Pagano provides a study of the relationship between composer Alessandro Scarlatti and his son Domenico (also a composer), in the context of seventeenth-century Sicilian culture. He addresses many of the research questions that have persisted in scholarship since Ralph Kirkpatrick's monograph, such as Domenico's role at the Portuguese court, reasons
This book offers an account of the sacred music written by Alessandro Scarlatti (1660-1725) in Rome, a city where the composer lived and worked for many years throughout his career. Using archival research, Luca Della Libera provides an overview of Scarlatti's life and activities in Rome, addresses his connections with the institutions and patrons of the city, and analyses his Roman repertoire in comparison to the sacred music of other contemporary composers, demonstrating its unique characteristics. An appendix includes transcriptions of the archival sources connected with Scarlatti's activity in Rome. The first major publication in English to address the sacred music repertoire of one of the major composers of the Italian Baroque, this book offers new insights into Scarlatti's work and a valuable resource for researchers in musicology and early modern studies.

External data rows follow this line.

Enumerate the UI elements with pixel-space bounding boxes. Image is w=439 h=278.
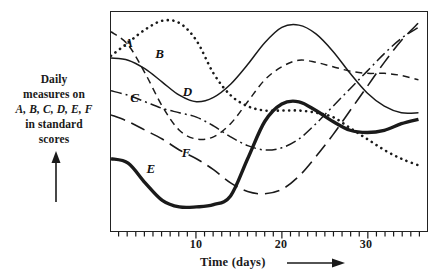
curve-label-d: D xyxy=(183,85,192,98)
y-axis-label-line-2: measures on xyxy=(2,87,106,102)
curve-label-c: C xyxy=(130,91,139,104)
curve-e xyxy=(111,101,418,207)
x-tick-label-10: 10 xyxy=(181,237,211,252)
arrow-right-icon xyxy=(287,256,347,270)
arrow-up-icon xyxy=(50,150,62,202)
x-axis-label: Time (days) xyxy=(200,255,266,270)
curve-label-f: F xyxy=(182,146,191,159)
curve-label-a: A xyxy=(124,36,133,49)
chart-figure: Daily measures on A, B, C, D, E, F in st… xyxy=(0,0,439,278)
y-axis-label-line-5: scores xyxy=(2,132,106,147)
x-tick-label-30: 30 xyxy=(351,237,381,252)
x-tick-label-20: 20 xyxy=(266,237,296,252)
curve-label-e: E xyxy=(147,162,156,175)
curve-d xyxy=(111,25,418,114)
curve-canvas xyxy=(111,12,427,231)
curve-label-b: B xyxy=(155,47,164,60)
y-axis-label: Daily measures on A, B, C, D, E, F in st… xyxy=(2,72,106,147)
plot-area: ABCDEF xyxy=(110,11,428,232)
y-axis-label-line-4: in standard xyxy=(2,117,106,132)
y-axis-label-line-3: A, B, C, D, E, F xyxy=(2,102,106,117)
y-axis-label-line-1: Daily xyxy=(2,72,106,87)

W. Dean Sutcliffe investigates one of the greatest yet least understood repertories of Western keyboard music: the 555 keyboard sonatas of Domenico Scarlatti. Scarlatti occupies a position of solitary splendour in musical history. The sources of his style are often obscure and his immediate influence is difficult to discern. Further, the lack of hard documentary evidence has hindered musicological activity. Dr Sutcliffe offers not just a thorough reconsideration of the historical factors that have contributed to Scarlatti's position, but also sustained engagement with the music, offering both individual readings and broader commentary of an unprecedented kind. A principal task of this book is to remove the composer from his critical ghetto (however honourable) and redefine his image. In so doing it will reflect on the historiographical difficulties involved in understanding eighteenth-century musical style.
A collection of essays on music and life by the famed classical pianist and composer Stephen Hough is one of the world’s leading pianists, winning global acclaim and numerous awards, both for his concerts and his recordings. He is also a writer, composer, and painter, and has been described by The Economist as one of “Twenty Living Polymaths.” Hough writes informally and engagingly about music and the life of a musician, from the broader aspects of what it is to walk out onto a stage or to make a recording, to specialist tips from deep inside the practice room: how to trill, how to pedal, how to practice. He also writes vividly about people he’s known, places he’s traveled to, books he’s read, paintings he’s seen; and he touches on more controversial subjects, such as assisted suicide and abortion. Even religion is there—the possibility of the existence of God, problems with some biblical texts, and the challenges involved in being a gay Catholic. Rough Ideas is an illuminating, constantly surprising introduction to the life and mind of one of our great cultural figures.